Editors from some of the country’s largest news organizations are backing a Senate bill that aims to protect confidential sources from unwarranted police intrusion.

Speaking before a Senate committee studying the bill, the media executives said the new law would help safeguard the anonymity of whistleblowers from official prying and thus protect investigative reporting that aims to expose wrongdoing and corruption in the public interest.

“It’s of particular concern to me that Canada is one of a few ... Western democracies without some form of journalist shield law. It’s a very tiny club and we should not be a member,” said Michael Cooke, editor of the Toronto Star.

“Such revelations of public interest ... would not have been possible without the contribution of those anonymous sources who trust journalists to protect them,” he said.

The bill, which had its first reading in the Senate last year, seeks to amend two government laws - the Evidence Act and the Criminal Code - to protect journalists’ sources from being identified or placed under surveillance by the police.

The bill’s architect, Quebec Sen. Claude Carignan, said sources are “essential” to the work of journalists. Without proper protection, institutional wrongdoing such as the sponsorship scandal that embroiled the federal Liberals more than a decade ago could go unexposed, he said.

The changes would stipulate that the identity of sources would be revealed only in rare circumstances, and would involve a hearing before a judge to determine whether the information could be obtained anywhere else.

Further, any evidence gathered by surveillance of journalists’ sources would be sealed. Reporters and their news organizations would be notified and given the right to appeal any move by police to access information gathered from such investigations, Carignan said.

“I urge you to adopt this bill in the public interest,” he said.

The concerns around protecting sources have been underscored by recent revelations that investigators with Montreal’s police force spied on a newspaper columnist to find out which of its members was leaking information to the media.

The hope is that the bill could put an end to these so-called “fishing expeditions” for journalists’ sources that police want to identify. “These sources experience immense stress,” said Éric Trottier, associate editor of La Presse. “We think the bill will reassure a lot of people.”

While the police surveillance activities have mainly centred on reporters in Quebec, media executives told the committee that the concerns are felt in newsrooms across the country and has given new urgency to the need for greater protections.

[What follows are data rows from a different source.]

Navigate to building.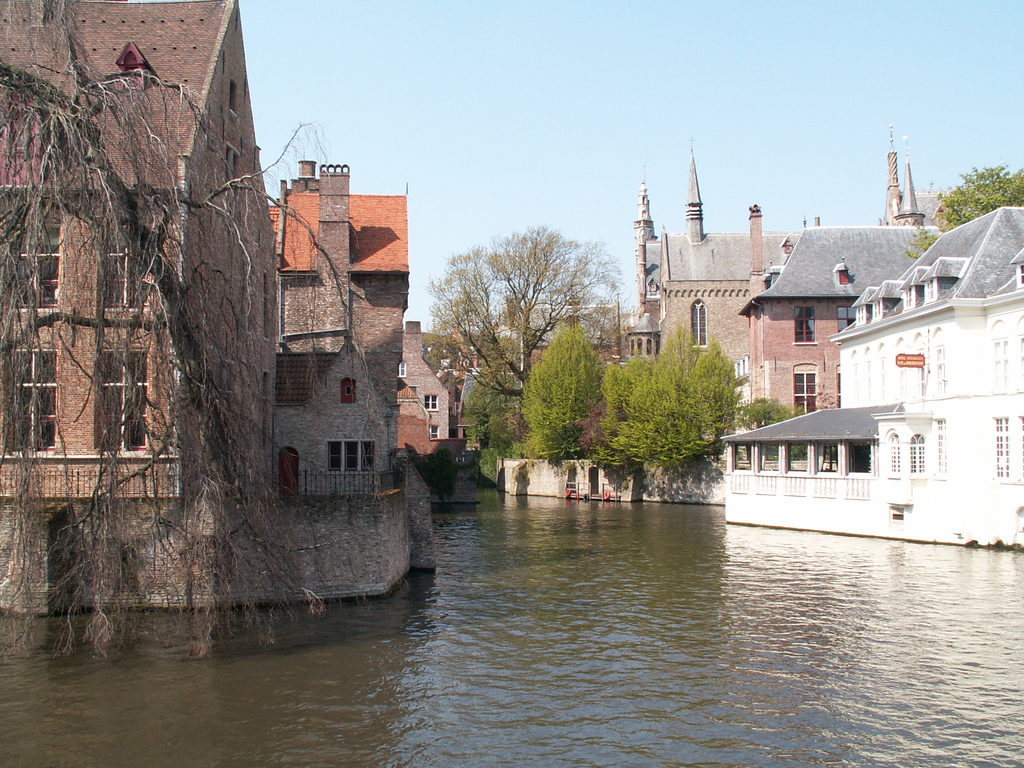
Navigation target: [616,148,945,441].
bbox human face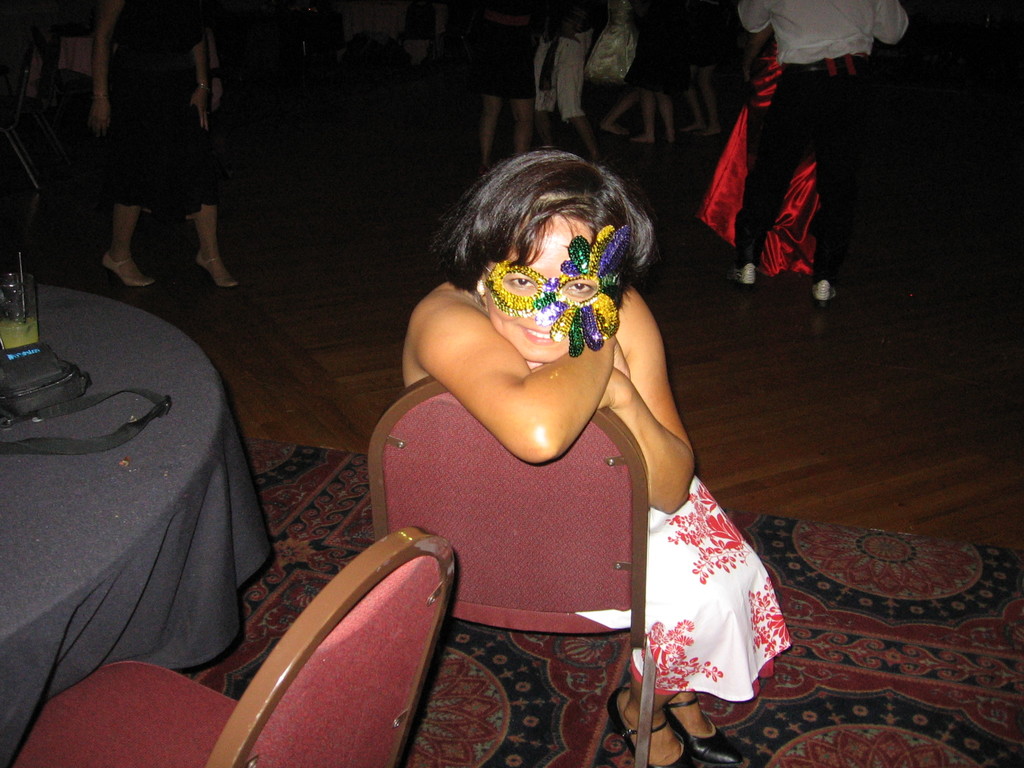
[left=484, top=217, right=595, bottom=361]
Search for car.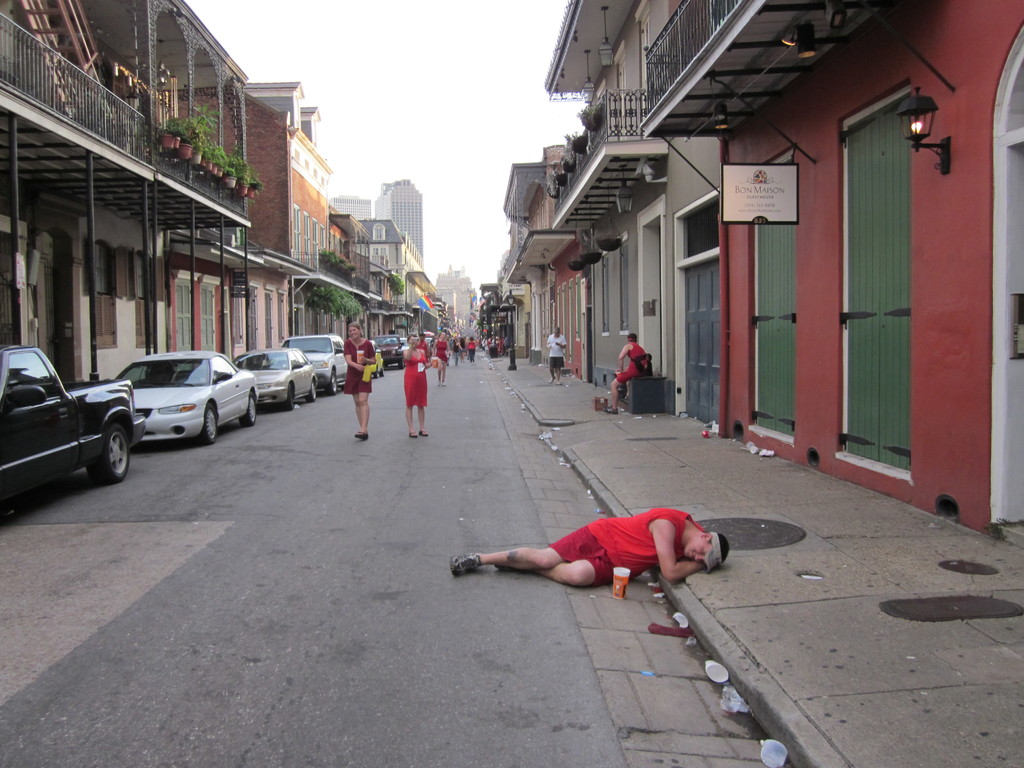
Found at x1=235, y1=348, x2=318, y2=408.
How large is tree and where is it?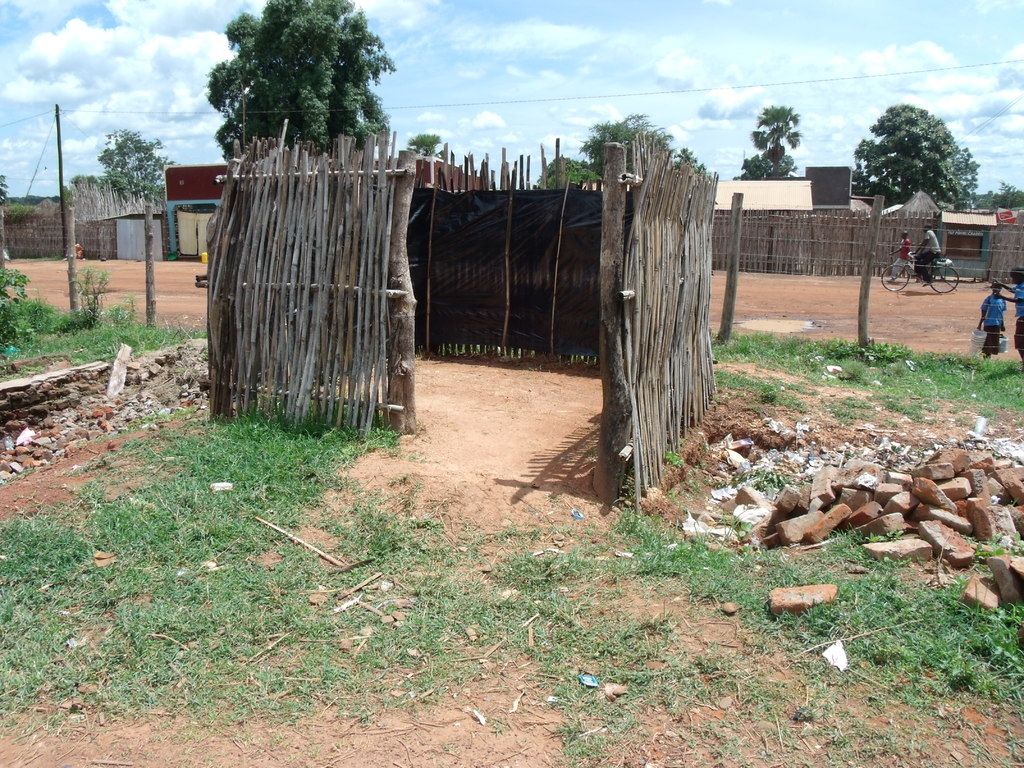
Bounding box: bbox=(6, 234, 163, 372).
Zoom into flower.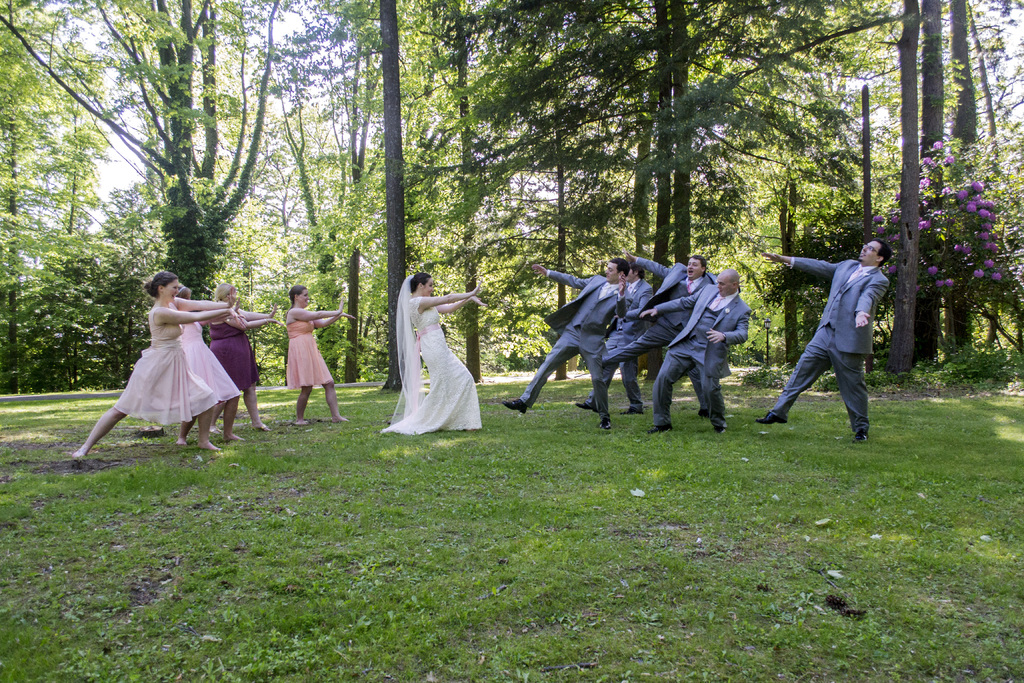
Zoom target: (934, 281, 942, 291).
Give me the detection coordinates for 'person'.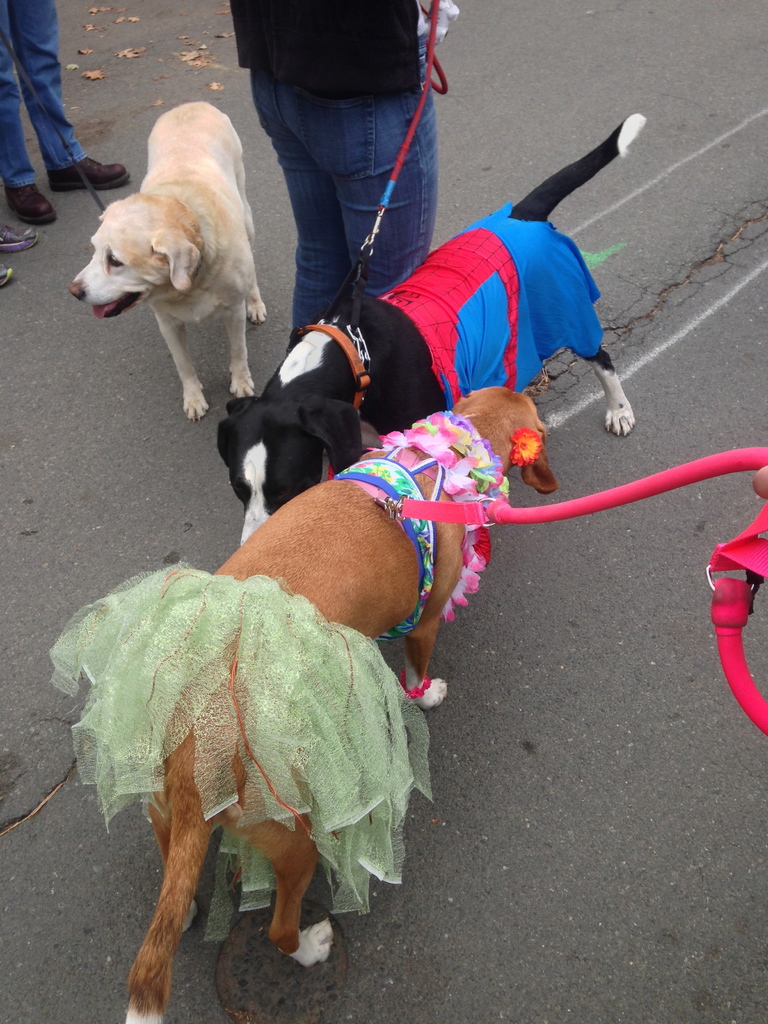
[0, 0, 135, 226].
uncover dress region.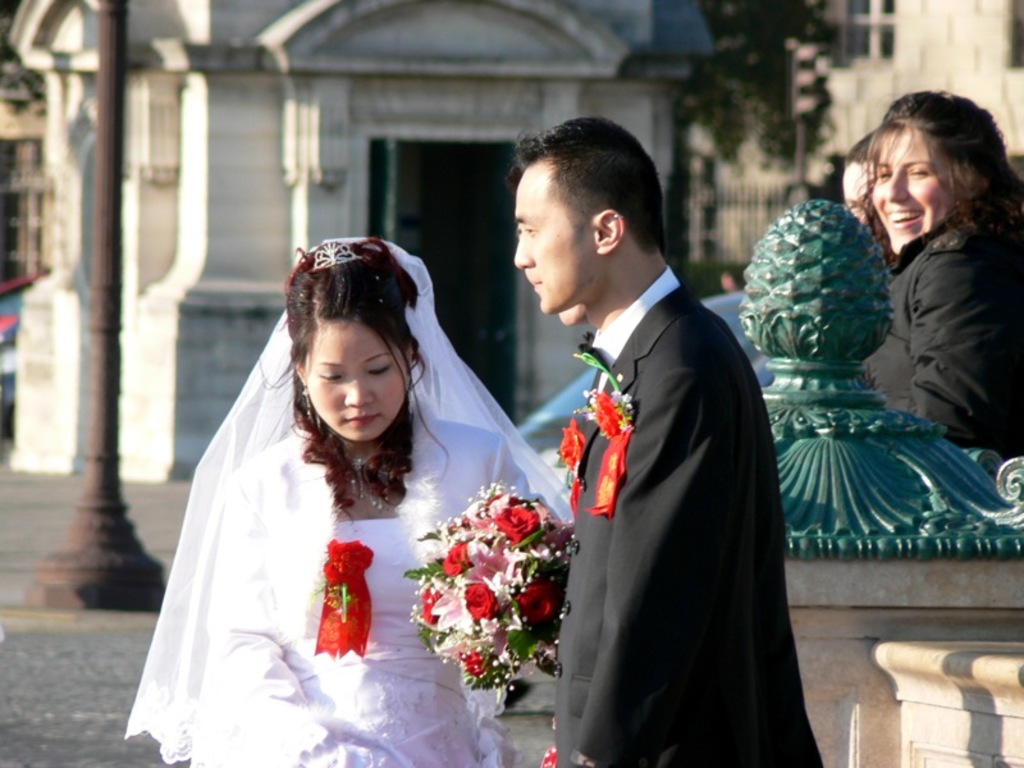
Uncovered: BBox(134, 310, 553, 755).
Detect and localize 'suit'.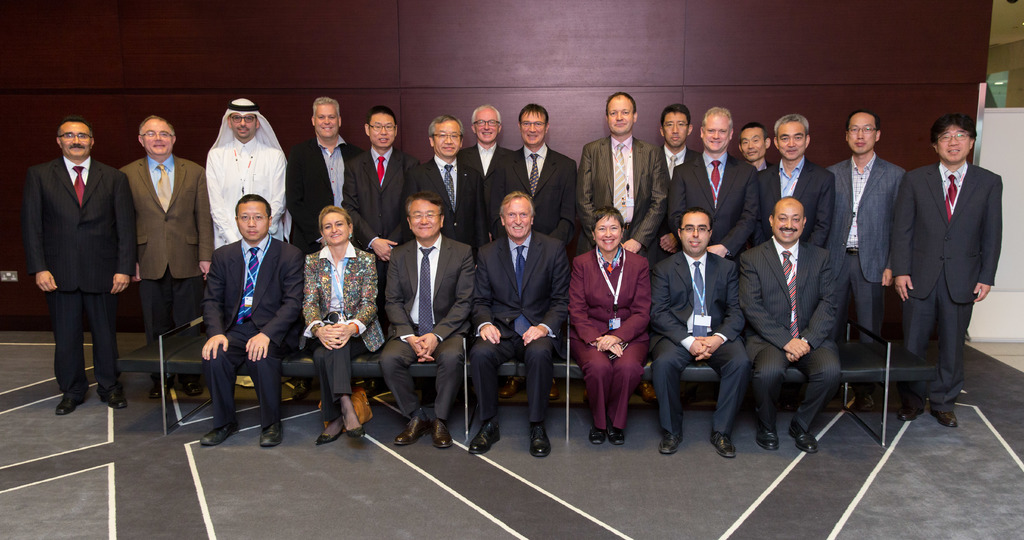
Localized at [x1=23, y1=110, x2=126, y2=406].
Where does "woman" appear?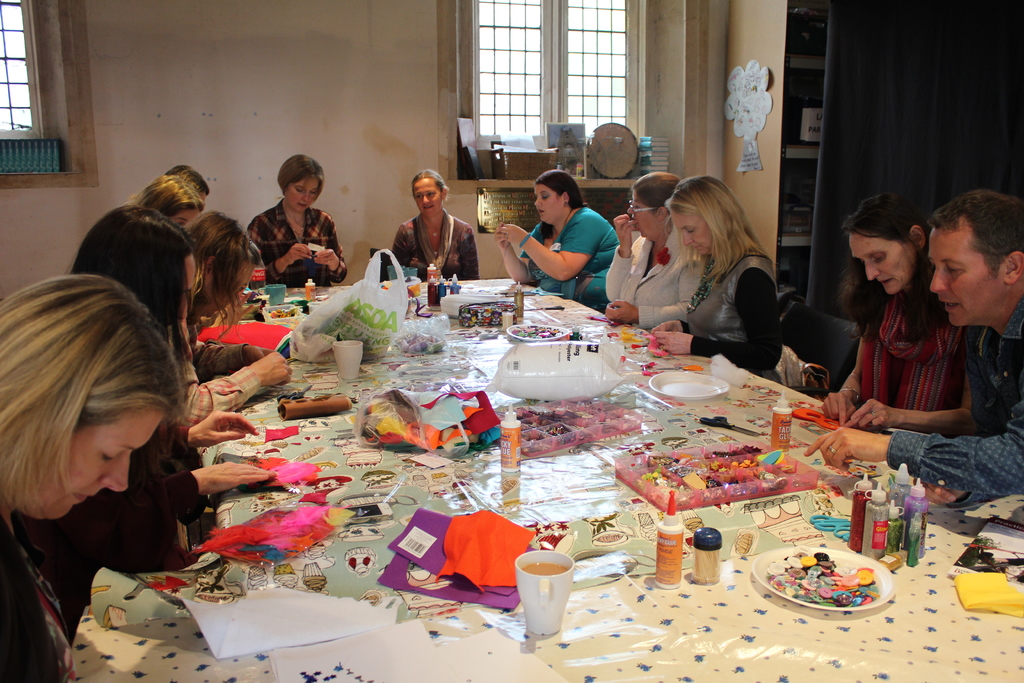
Appears at 493 167 621 315.
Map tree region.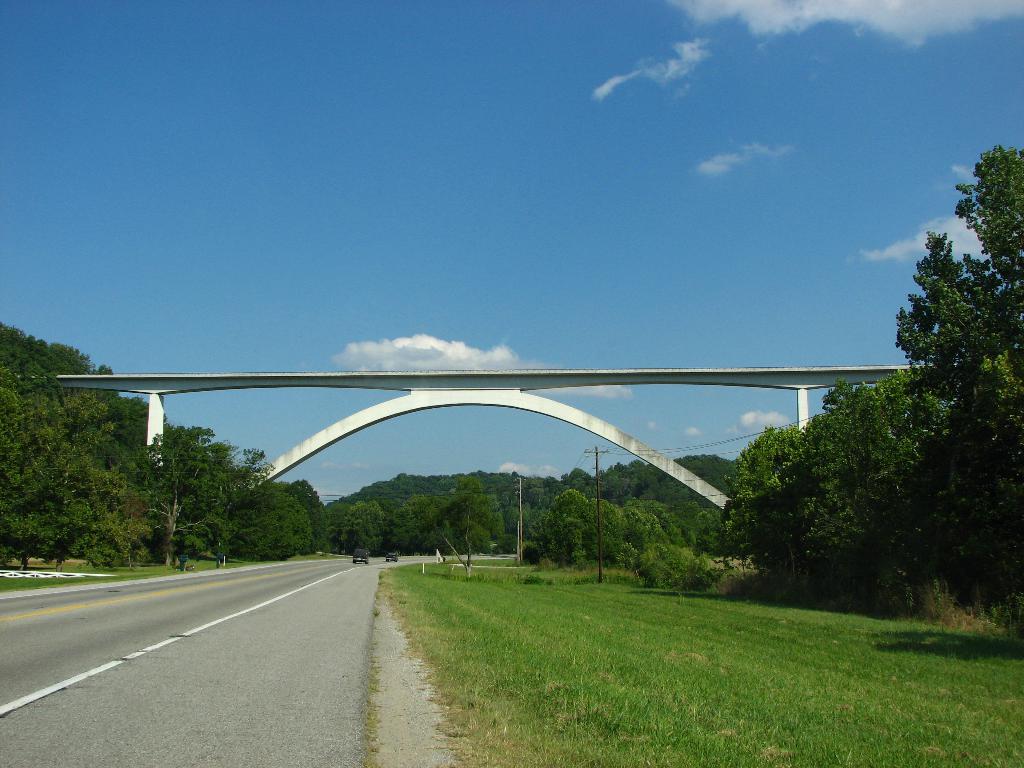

In November, for instance, the director of CSIS admitted that the national spy agency might have snooped on journalists in the past.

Trottier said the disturbing news that his own journalists were being shadowed by police laid bare what he called a “new reality” for Canadian journalists.

“We thought that this kind of thing would never happen in a constitutional democracy like Canada,” he said.

“It is therefore essential that we strike a better balance between police forces and the media. The measures proposed by this bill reset this balance,” Trottier said.

Right now, under common law in most of Canada, as well as in Quebec, the Supreme Court of Canada has held that journalistic sources may be protected, but that the protection is to be decided on a case-by-case basis.

David Walmsley, editor-in-chief of the Globe and Mail, said the publicity around the police monitoring of journalists has already had a chilling effect on journalists’ interactions with sources.

“It has slowed down our newsgathering ability,” he said.

The senators appeared largely in favour of the private member’s bill, though they quizzed Carignan and the news executives about the logistics of its implementation, notably how to define a “journalist.”

Cooke said the definition should draw on the Supreme Court ruling on libel that sets journalism in the public interest as a standard. “The court will, I think, rightly determine in the end, and it will become common law, what kind of journalism applies to these protections,” he said.

As a private member’s bill, it’s far from assured that it will become law. But Carignan is hoping it will win strong support in the Senate and that the Liberal government will move to enact it.